The Long Place cover

Luis Montaño ’76 MFA

Ocote Press: 2015

Spokane artist Luis Montaño’s book of poetry, 50 years in the making, dips deep into his childhood in New Mexico and tells autobiographical and allegorical stories of the wide landscape, grizzled veterans, and a favorite diner hangout with friends.

Montaño worked for many years as a ceramic artist and jewelry designer, as well as teaching at Eastern Washington University, after graduating from WSU. As he committed himself to his metal and ceramic art, poetry gave him another outlet for reminiscences of his hometown of Santa Rosa along Route 66, working the fields in California, and the New Mexican desert.

Those memories, captured in poetic details and crystal-sharp characters, show Montaño’s love of the place and the people who shaped his life.

When the Sangre de Cristo slows

to a red meander,

clotted to a domesticated pace,

follow it out. Accept the mud of baptism;

live with the accords of its delta, like the chile verde.

—“Pecos”

While some of the poems, such as “Chavez” and “In America” make a strong statement for justice, many of the poems put New Mexico’s landscape in relief: the llano where “birds spice the sky like a pinch of black pepper,” the dusty roads, and most of all, Montaño’s home. Even while he worked in Spokane, Montaño felt a connection to the Southwest.

“I always went back to Santa Rosa at least a couple of times a year,” he told Dennis Held in a 2015 article for Prime magazine. “I missed the red earth.”

Montaño’s poems also draw compelling portraits of the people who populate the New Mexican towns. For example, he brings the reader right into his father’s life as a World War II veteran, through military keepsakes, in “Things I Found in the Garage.”

It may have taken 50 years to put together his book of poetry, but Montaño has shown his artistry in words as well as metal and ceramics.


■ **What you need to do**:
Pull out every line below containing the word "right".

■ **Dataset entries**:
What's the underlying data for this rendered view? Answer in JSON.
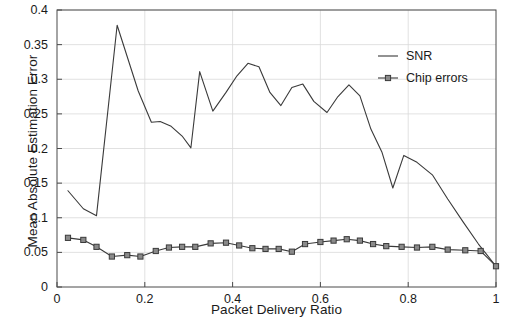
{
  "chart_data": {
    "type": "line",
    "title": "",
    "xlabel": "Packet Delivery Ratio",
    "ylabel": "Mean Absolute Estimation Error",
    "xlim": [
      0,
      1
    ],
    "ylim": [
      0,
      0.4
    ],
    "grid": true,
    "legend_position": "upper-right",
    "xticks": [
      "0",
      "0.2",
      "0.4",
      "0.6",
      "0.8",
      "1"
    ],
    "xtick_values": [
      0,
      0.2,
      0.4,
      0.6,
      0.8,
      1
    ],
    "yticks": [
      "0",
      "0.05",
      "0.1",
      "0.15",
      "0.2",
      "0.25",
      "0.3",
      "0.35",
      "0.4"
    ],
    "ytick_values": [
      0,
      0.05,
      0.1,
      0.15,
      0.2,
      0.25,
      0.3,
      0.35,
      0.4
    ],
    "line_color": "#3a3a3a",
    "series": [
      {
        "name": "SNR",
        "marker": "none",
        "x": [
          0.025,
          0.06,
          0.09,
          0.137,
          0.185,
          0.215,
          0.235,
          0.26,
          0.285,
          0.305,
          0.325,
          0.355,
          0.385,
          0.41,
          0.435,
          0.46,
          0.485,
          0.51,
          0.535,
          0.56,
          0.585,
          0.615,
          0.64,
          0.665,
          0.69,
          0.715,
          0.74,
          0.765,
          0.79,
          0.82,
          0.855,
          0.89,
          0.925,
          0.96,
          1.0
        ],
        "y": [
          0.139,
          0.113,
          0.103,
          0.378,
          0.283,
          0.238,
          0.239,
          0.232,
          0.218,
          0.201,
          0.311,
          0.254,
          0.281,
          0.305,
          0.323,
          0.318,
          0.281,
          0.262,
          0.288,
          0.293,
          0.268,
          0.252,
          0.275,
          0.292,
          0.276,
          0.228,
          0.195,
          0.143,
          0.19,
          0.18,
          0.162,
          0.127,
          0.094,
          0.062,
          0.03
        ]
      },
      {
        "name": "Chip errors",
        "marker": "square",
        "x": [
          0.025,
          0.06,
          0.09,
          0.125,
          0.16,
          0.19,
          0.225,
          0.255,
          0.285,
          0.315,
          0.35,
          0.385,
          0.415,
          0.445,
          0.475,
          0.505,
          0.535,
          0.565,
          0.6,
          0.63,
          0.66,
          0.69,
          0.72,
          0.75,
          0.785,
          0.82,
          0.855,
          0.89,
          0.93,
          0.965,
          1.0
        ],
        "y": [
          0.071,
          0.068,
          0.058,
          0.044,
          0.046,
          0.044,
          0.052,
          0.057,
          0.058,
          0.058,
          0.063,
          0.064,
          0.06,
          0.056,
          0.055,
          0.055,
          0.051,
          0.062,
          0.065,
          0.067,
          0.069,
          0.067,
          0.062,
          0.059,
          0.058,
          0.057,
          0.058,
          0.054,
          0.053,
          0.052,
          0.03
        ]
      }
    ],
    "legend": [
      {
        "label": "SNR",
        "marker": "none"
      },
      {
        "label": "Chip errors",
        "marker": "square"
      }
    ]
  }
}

...

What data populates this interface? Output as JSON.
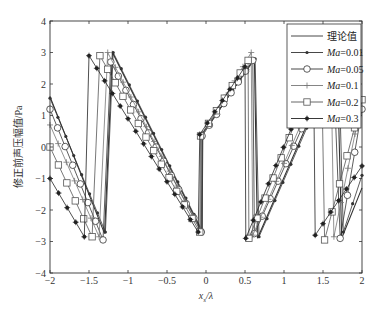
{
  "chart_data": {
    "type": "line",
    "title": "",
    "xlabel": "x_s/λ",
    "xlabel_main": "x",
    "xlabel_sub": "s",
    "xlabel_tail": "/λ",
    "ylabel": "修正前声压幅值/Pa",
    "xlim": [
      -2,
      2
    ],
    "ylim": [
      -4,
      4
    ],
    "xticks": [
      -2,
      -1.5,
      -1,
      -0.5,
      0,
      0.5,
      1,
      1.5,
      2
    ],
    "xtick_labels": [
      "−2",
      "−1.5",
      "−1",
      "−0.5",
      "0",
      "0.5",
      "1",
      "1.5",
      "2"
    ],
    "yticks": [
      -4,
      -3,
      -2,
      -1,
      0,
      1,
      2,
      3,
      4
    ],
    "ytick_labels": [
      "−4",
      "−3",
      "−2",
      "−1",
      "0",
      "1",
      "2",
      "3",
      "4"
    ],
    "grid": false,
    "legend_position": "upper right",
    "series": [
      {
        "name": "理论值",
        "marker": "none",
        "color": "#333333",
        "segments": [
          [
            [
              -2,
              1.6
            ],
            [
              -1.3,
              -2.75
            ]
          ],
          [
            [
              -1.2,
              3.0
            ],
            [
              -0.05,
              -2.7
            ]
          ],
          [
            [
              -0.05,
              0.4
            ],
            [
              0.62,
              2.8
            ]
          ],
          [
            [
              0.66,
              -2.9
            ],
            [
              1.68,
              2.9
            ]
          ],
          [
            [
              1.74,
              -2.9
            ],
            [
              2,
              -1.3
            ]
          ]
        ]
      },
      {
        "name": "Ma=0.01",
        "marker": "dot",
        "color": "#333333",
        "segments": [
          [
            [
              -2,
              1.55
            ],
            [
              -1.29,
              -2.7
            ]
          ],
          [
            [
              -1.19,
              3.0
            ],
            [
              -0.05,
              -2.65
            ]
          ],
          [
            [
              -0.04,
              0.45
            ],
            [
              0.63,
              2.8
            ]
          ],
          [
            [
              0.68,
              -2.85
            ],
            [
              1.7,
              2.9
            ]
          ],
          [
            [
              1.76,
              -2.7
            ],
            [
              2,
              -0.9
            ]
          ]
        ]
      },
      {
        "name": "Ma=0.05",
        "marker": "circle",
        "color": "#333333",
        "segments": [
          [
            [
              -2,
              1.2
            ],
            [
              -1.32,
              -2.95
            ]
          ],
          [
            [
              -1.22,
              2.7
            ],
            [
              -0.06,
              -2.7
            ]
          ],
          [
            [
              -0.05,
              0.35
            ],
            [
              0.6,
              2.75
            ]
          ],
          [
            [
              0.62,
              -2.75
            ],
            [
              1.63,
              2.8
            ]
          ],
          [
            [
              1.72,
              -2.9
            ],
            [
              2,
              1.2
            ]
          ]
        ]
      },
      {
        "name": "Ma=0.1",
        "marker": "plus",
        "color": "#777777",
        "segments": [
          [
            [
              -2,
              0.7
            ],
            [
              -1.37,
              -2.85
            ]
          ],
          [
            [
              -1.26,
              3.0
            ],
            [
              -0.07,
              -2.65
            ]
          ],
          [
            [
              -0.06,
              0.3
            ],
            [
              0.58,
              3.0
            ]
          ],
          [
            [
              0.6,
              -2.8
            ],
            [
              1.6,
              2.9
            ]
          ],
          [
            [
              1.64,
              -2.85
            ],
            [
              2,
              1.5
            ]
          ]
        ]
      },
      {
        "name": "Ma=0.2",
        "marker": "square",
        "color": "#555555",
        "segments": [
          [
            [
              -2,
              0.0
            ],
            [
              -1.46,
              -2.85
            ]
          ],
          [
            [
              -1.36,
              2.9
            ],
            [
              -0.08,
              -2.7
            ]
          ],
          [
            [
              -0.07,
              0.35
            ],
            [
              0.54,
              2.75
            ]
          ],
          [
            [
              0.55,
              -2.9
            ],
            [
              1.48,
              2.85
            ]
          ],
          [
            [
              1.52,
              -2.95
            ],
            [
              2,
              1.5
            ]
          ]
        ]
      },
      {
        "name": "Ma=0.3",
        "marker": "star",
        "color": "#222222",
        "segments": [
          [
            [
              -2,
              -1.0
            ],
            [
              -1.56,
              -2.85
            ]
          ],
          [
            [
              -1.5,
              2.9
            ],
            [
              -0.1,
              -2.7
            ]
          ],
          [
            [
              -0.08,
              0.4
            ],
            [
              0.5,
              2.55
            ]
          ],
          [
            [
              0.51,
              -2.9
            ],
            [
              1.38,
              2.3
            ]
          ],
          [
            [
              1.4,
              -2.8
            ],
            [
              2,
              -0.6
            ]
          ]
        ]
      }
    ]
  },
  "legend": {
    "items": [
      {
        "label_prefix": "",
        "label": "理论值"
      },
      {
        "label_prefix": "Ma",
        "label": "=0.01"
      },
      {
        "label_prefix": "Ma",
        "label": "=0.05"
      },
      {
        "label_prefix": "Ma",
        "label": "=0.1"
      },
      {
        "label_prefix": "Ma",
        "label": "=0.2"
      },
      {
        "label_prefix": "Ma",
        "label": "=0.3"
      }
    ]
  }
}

■ **Solution to this exercise**:
    "legend_position": "upper-right",
    "legend_position": "upper right",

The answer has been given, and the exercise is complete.